Memory overcommitting (was Re: http://www.redhat.com/redhat/)

Brett Hollon (bhollon@mhaao.inhouse.compuserve.com)
Wed, 19 Feb 1997 14:43:18 -0500


Ted,

I can see a very serious problem with this. Just how can you tell
the difference between a hardware failure, buffer overrun, ignored
return value from malloc, (any other of a number of ways you can
generate a seg fault through programming errors), and bumping into
one of these over-committed memory areas?

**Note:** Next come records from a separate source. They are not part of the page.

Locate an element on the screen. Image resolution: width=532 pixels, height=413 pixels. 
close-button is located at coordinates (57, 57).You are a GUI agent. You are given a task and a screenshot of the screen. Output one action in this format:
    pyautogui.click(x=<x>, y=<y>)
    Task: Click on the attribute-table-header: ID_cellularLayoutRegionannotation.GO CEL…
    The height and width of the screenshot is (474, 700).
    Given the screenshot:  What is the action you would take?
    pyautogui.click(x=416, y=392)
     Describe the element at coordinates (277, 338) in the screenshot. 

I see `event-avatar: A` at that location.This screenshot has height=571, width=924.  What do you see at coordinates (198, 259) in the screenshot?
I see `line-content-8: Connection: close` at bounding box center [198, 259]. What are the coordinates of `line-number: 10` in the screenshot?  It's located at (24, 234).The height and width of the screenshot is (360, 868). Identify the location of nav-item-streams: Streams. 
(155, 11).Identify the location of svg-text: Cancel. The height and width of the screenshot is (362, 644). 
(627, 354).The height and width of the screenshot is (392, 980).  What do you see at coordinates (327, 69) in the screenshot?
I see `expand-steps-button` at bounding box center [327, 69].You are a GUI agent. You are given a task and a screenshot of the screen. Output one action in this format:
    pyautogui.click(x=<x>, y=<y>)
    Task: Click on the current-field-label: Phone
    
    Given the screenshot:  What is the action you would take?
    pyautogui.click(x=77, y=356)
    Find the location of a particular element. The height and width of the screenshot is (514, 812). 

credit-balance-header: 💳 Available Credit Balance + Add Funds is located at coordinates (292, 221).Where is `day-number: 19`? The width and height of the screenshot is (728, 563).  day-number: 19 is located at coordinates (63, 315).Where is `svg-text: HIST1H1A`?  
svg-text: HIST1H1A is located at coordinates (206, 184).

It would seem prudent to at least track the amount of virtual memory
that has been committed and not allow that figure to exceed the amount
available (say the sum of the phys ram and swap space). In fact, I
thought this is what was being done.

BSD does something similar to this (though not all that well) in that
all memory allocations have their swap space allocated at request time.
Any request for which swap space cannot be assigned is failed. This
is efficient speed-wise, but very inneficient in terms of resources,
as it does not allow for a system with less swap space than RAM to use
all of it's RAM.

It would seem to me to be fairly simple and inexpensive to simply keep
track of the current total commitment for each process, and a sum for
the system, and fail any allocation that pushes the system into an
overcommited state. This is not foolproof of course, eg if swap space
is removed from the system, then you could end up overcommitted, but
it seems to me that we would want a system that is running out of virtual
memory to fail gracefully, by failing allocation requests, rather than
having it fail in some other fashion, say by getting seg faults in
processes that are accessing memory that has been allocated to them.

thanks,
Brett

>Date: Tue, 18 Feb 1997 23:17:29 -0500
>From: "Theodore Y. Ts'o" <tytso@MIT.EDU>

> Date: Tue, 18 Feb 1997 14:27:44 -0700 (MST)
> From: Jody Matsushima <matsushj@unidata.ucar.edu>
>
> > We are trying to do some software development on our machine
> > that runs RedHat Linux (Intel - Pentium). One of the
> > developers has asked me if there is any kind of fix for a
> > problem with malloc. The problem seems to be that when you
> > use the malloc command, you can allocate memory that is not
> > available to allocate. Has anybody else reported this? If
> > you need more information, I can get it to you.

>This is not a bug; it's a feature. Linux does not do hard allocation of
>memory, because its not efficient. A very large amount of memory could
>potentially be used is in fact never used. For example, when a process
>fork()s, the data pages are not copied right away, but marked
>copy-on-write, and only copied when they are modified. If they are
>never modified, the extra data page is never needed. If however Linux
>were to guarantee that every single memory access was always guaranteed
>to succeed, it would have to reserve room for all of those data pages,
>even if 99.99999% of the cases they would never be used.

>In general, this is very, very, very rarely a problem. It would perhaps
>useful for you to comment on *why* you think this is a problem. What is
>it specifically that you are trying to do?